A damning report by HM Inspectorate of Probation has
sparked calls from Plaid Cymru to renationalise the probation
service in full and transfer responsibility
for probation in Wales to the
Welsh Government.
The highly critical report finds Community Rehabilitation
Centres (private probation companies) are "nowhere near effective
enough" in reducing domestic abuse and protecting
victims.
The report states that "many individuals [are] drifting
through their supervision period without being challenged or
supported to change their predilection for domestic violence"
adding that, "too often we were left wondering how safe victims
and children were, especially when practitioners failed to act on
new information indicating that they could be in danger.
Practitioners often underestimated the level of harm victims and
children were exposed to. Some practice was of grave concern to
us."
Responding to the report, Plaid Cymru's Justice
spokesperson, MP said:
"This damning report exposes serious failings in a
probation service that has become a means for private companies
to profit from the rehabilitation of offenders.
"The probation service was once held in high
regard, winning awards for its effectiveness and success in
rehabilitation, until ideological politicians
in Westminster succeeded
in privatising it.
"The facts speak for themselves, showing that since
the service was privatised there has been an extremely worrying
rise in serious crime committed by offenders who are supposedly
under the supervision of the probation service. Westminster was
warned that privatisation would have such an effect but they did
it anyway. It was a decision based on ruthless ideology -
willfully wrecking the humanitarian principle of
rehabilitation.
"That the inspectorate has "grave concerns" about
these companies' practices surely calls for urgency from the
Government to take action. The service needs to be
renationalised in full, and responsibility over probation in
Wales must be urgently transferred from Westmisnter and
handed over to our own government in
Wales."
Notes:
The HM Inspectorate of Probation report is available
here: https://www.justiceinspectorates.gov.uk/hmiprobation/wp-content/uploads/sites/5/2018/09/Report-Domestic-Abuse-the-work-undertaken-by-CRCs.pdf
The Guardian: Increase in serious
crimes by offenders on probation, figures
show: https://www.theguardian.com/society/2017/aug/02/increase-serious-crimes-offenders-probation-figures-show-plaid-cymru
The UK Government was warned in 2013 that privatising
the probation service would lead to “an
unacceptable drop in operational performance” and trigger
“delivery failures”: https://www.theguardian.com/politics/2013/jun/24/probation-privatisation-warning-chris-grayling
Offender crime figures provided to MP in response to a
Parliamentary Question:
http://www.parliament.uk/business/publications/written-questions-answers-statements/written-question/Commons/2017-07-04/2737/
Parliamentary Question exposing use of telephone reporting
instead of face-to-face reporting: http://www.parliament.uk/business/publications/written-questions-answers-statements/written-question/Commons/2017-07-04/2799/
The Labour Government of 2007 paved the way for
privatisation by giving the Secretary of State the power to do
so. The Conservative-Liberal Democrat coalition government then
succeeded in privatising the service across both Wales and
England in 2013. Justice is devolved in Scotland and Northern
Ireland and so were not affected by Westminster policies.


Goal of the exercise: In the entries that follow, find the line containing "You are a GUI"; from there, copy every line exactly through the line containing "This screenshot has height=708, width=1534.".

Provided material:
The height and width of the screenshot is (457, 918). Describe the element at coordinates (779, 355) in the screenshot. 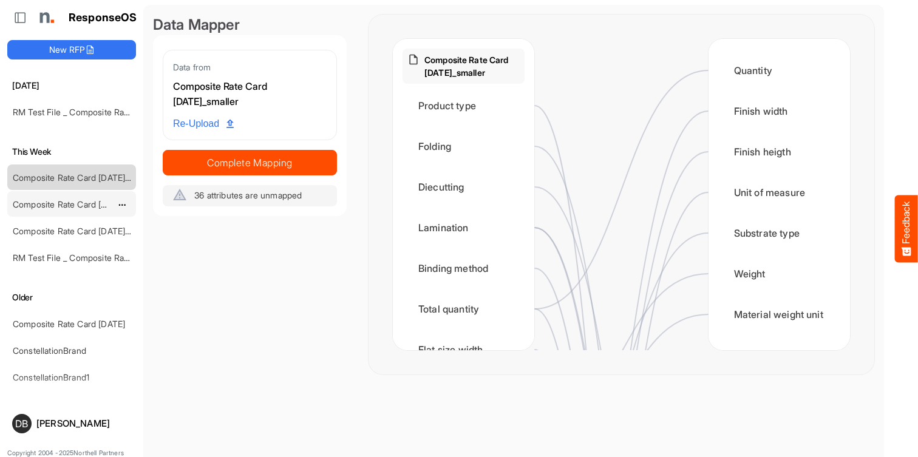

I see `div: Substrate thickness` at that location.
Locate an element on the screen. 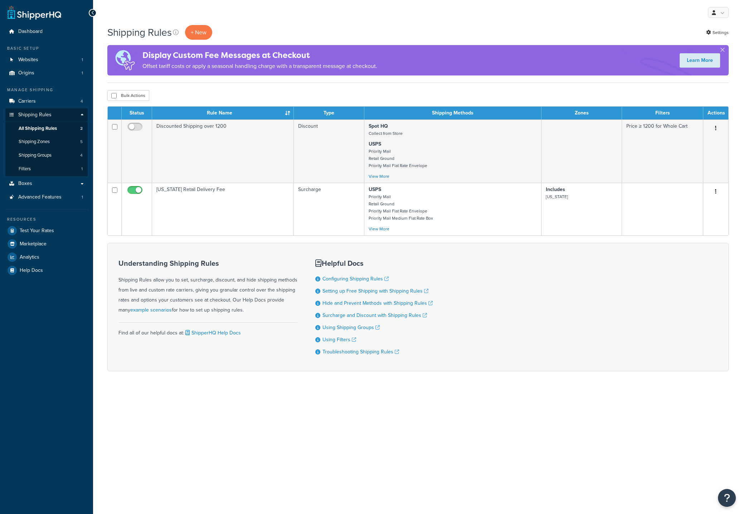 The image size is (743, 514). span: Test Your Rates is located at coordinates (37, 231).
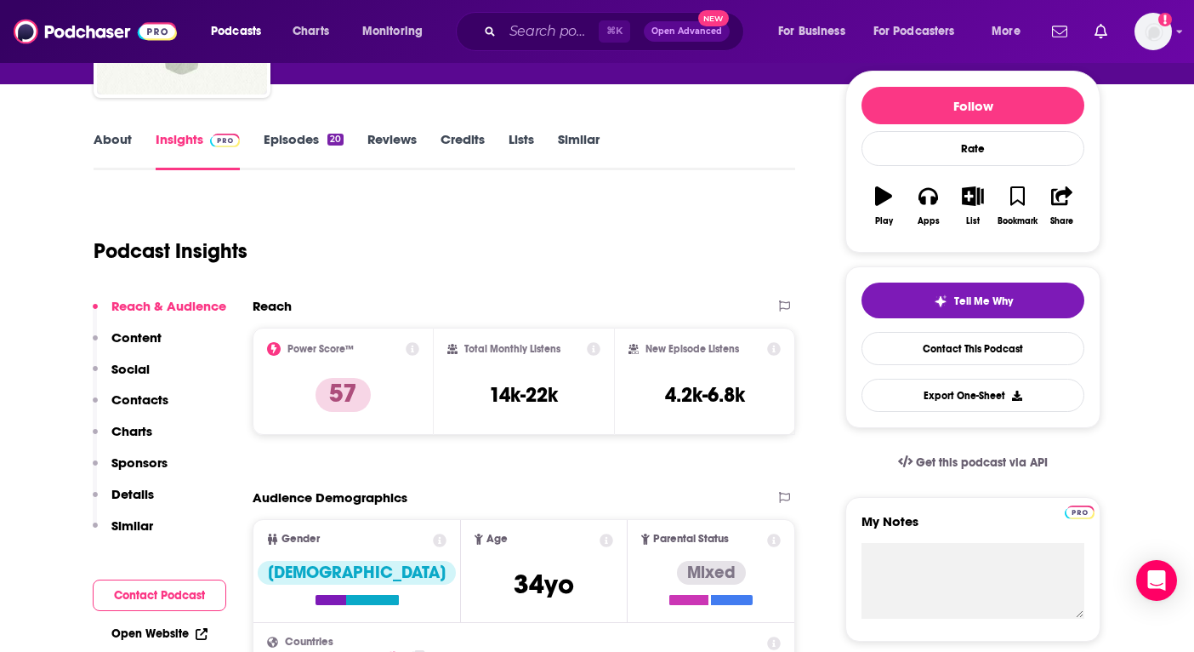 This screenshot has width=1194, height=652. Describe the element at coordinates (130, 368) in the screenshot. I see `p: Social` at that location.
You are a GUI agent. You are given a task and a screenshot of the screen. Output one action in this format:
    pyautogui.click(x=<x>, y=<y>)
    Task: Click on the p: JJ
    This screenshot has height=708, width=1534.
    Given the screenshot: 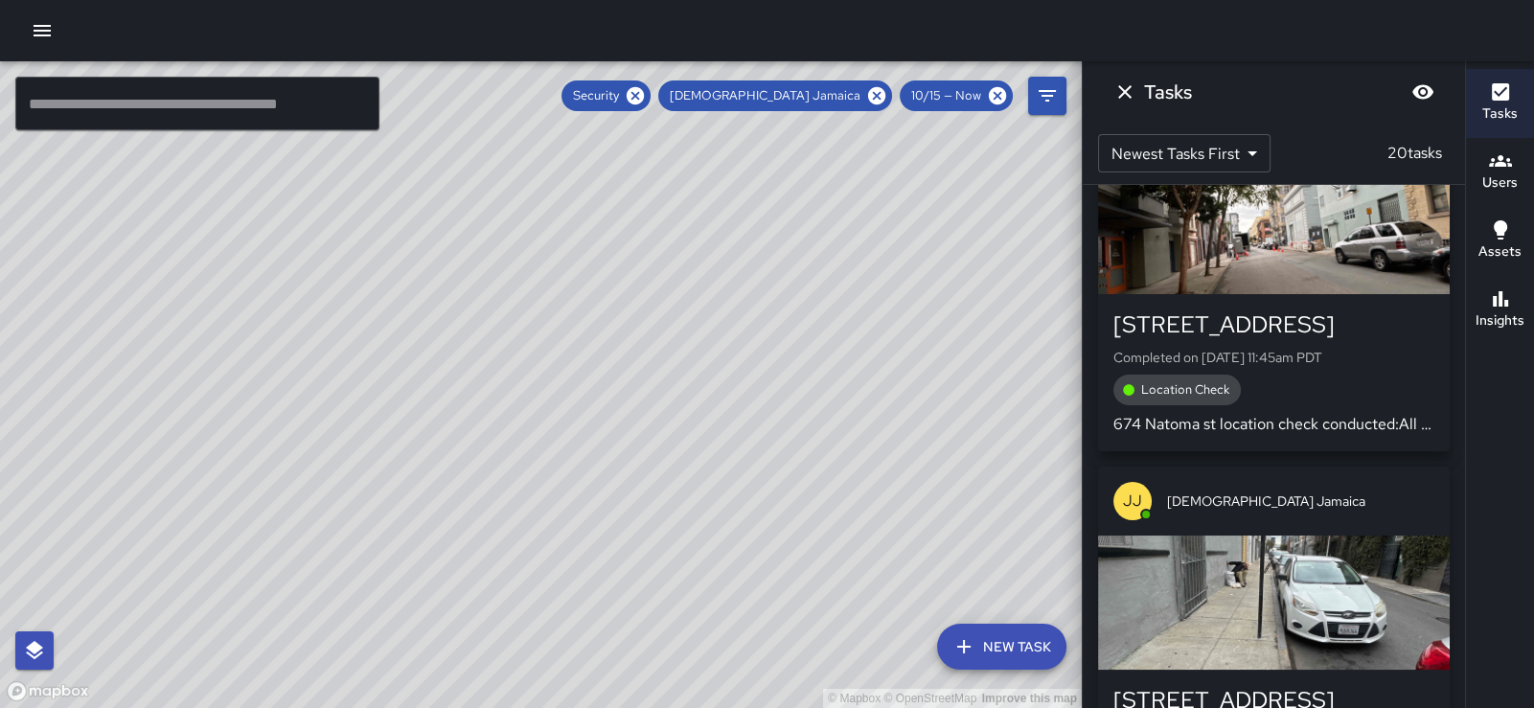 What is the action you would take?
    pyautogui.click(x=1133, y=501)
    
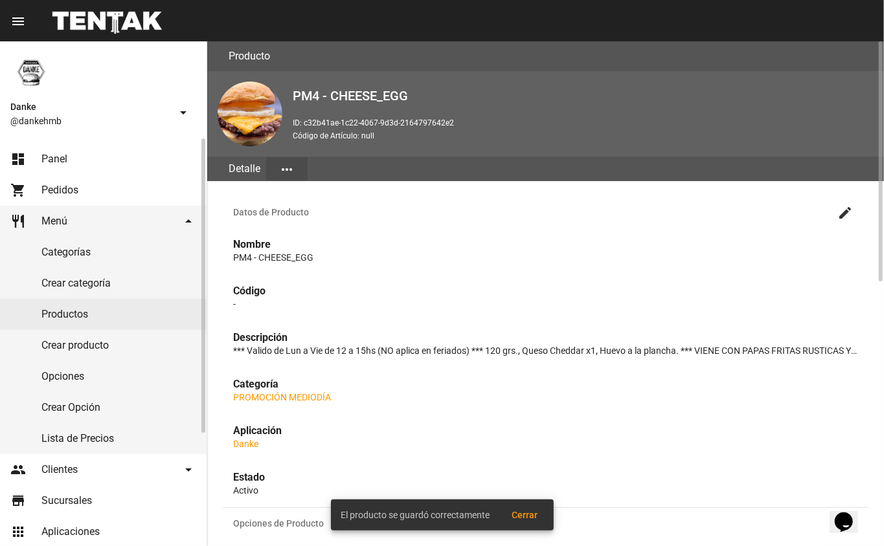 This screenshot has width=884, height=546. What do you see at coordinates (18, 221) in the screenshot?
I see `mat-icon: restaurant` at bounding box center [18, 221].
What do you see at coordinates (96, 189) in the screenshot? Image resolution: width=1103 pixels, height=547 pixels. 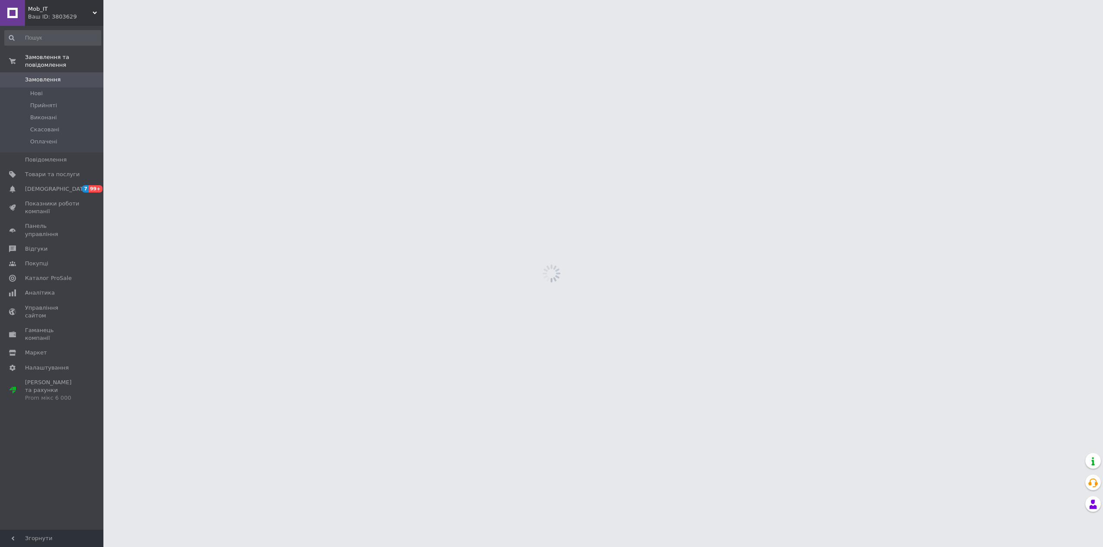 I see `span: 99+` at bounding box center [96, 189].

Exercise result:
You are a GUI agent. You are given a task and a screenshot of the screen. Output one action in this format:
    pyautogui.click(x=<x>, y=<y>)
    Task: Click on the p: JJ
    This screenshot has height=708, width=1534.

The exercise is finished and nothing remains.